Both Onramp and River are Bitcoin-only platforms built for people who understand Bitcoin's value proposition. Neither deals in altcoins. Both have strong Bitcoin-first philosophies. But they serve different needs and take fundamentally different approaches to custody and product breadth.
This is an honest, side-by-side comparison.
Feature | Onramp | River
**Founded** | 2020 | 2019
**Bitcoin only** | Yes | Yes
**Custody model** | Multi-Institution (BitGo + Coinbase + Anchor Watch) | Single custodian
**Assets under custody** | $1B+ | Not disclosed
**Buy Bitcoin** | Yes — lowest cost | Yes
**DCA** | Yes | Yes
**Cash yield** | 5% APY | No
**Rewards card** | 1.5% Bitcoin back | No
**Bitcoin-backed loans** | Yes | No
**Bitcoin IRA** | Yes — zero trading fees | No
**Inheritance planning** | Yes | No
**Education content** | Growing (/learn/) | Extensive (/learn/)
**Lightning Network** | Coming | Yes
**Mobile app** | Yes | Yes
This is the most important difference between the two platforms.
River uses a single-custodian model. Your Bitcoin sits with one institution. River has a solid track record, but the architecture means a single point of failure exists. If River experiences a security breach, regulatory action, or operational failure, all client Bitcoin is concentrated in that single point.
Onramp distributes custody across three independent, regulated custodians: BitGo, Coinbase, and Anchor Watch. No single institution has full control. A failure at any one custodian does not compromise your Bitcoin.
For small amounts ($1K-$10K), this distinction may not drive your decision. For serious holdings ($100K+), the custody architecture is everything.
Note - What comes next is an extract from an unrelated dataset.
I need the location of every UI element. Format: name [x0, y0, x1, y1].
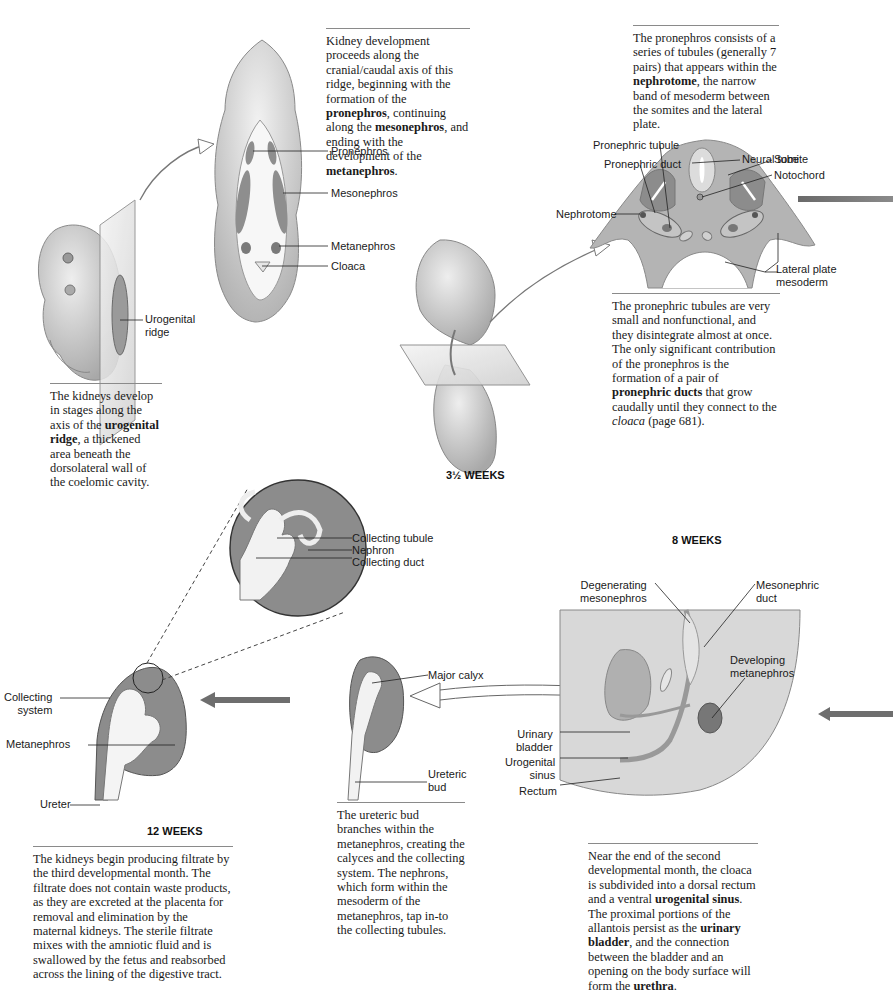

River is primarily a buying platform with excellent education content. If all you need is to buy Bitcoin and hold it, River does that well.
Onramp is a complete financial services platform:
The difference matters because fragmentation has costs. Using River for buying, a bank for savings, Fold for a card, and Unchained for custody means managing 4+ platforms with 4+ custodians and 4+ fee structures.
Credit where it's due:
River is a solid Bitcoin buying platform with great education content. Onramp is a comprehensive Bitcoin financial services platform with institutional-grade custody. The right choice depends on your needs — but for serious Bitcoin holders who want their entire financial life on a sound money foundation, Onramp offers capabilities that River simply doesn't have.
Both offer Bitcoin purchasing, but Onramp offers the lowest-cost execution. River supports Lightning Network payments which Onramp doesn't yet. For pure buying, both are solid. For a complete financial platform, Onramp is the clear choice.
Onramp distributes custody across three independent custodians (BitGo, Coinbase, Anchor Watch) with $1B+ in assets. River uses a single custodian. For significant holdings, Onramp's Multi-Institution Custody eliminates single points of failure.
No. River does not offer Bitcoin IRA services. Onramp offers a Bitcoin IRA with zero trading fees, Multi-Institution Custody, and rollovers from 401(k), Traditional IRA, and Roth IRA accounts.
No. River does not offer a yield product. Onramp pays 5% APY on cash deposits through its stablecoin-powered yield account with no lockup periods.
Yes. You can transfer Bitcoin from River to Onramp. Your Bitcoin will be secured by Multi-Institution Custody upon arrival, distributed across BitGo, Coinbase, and Anchor Watch.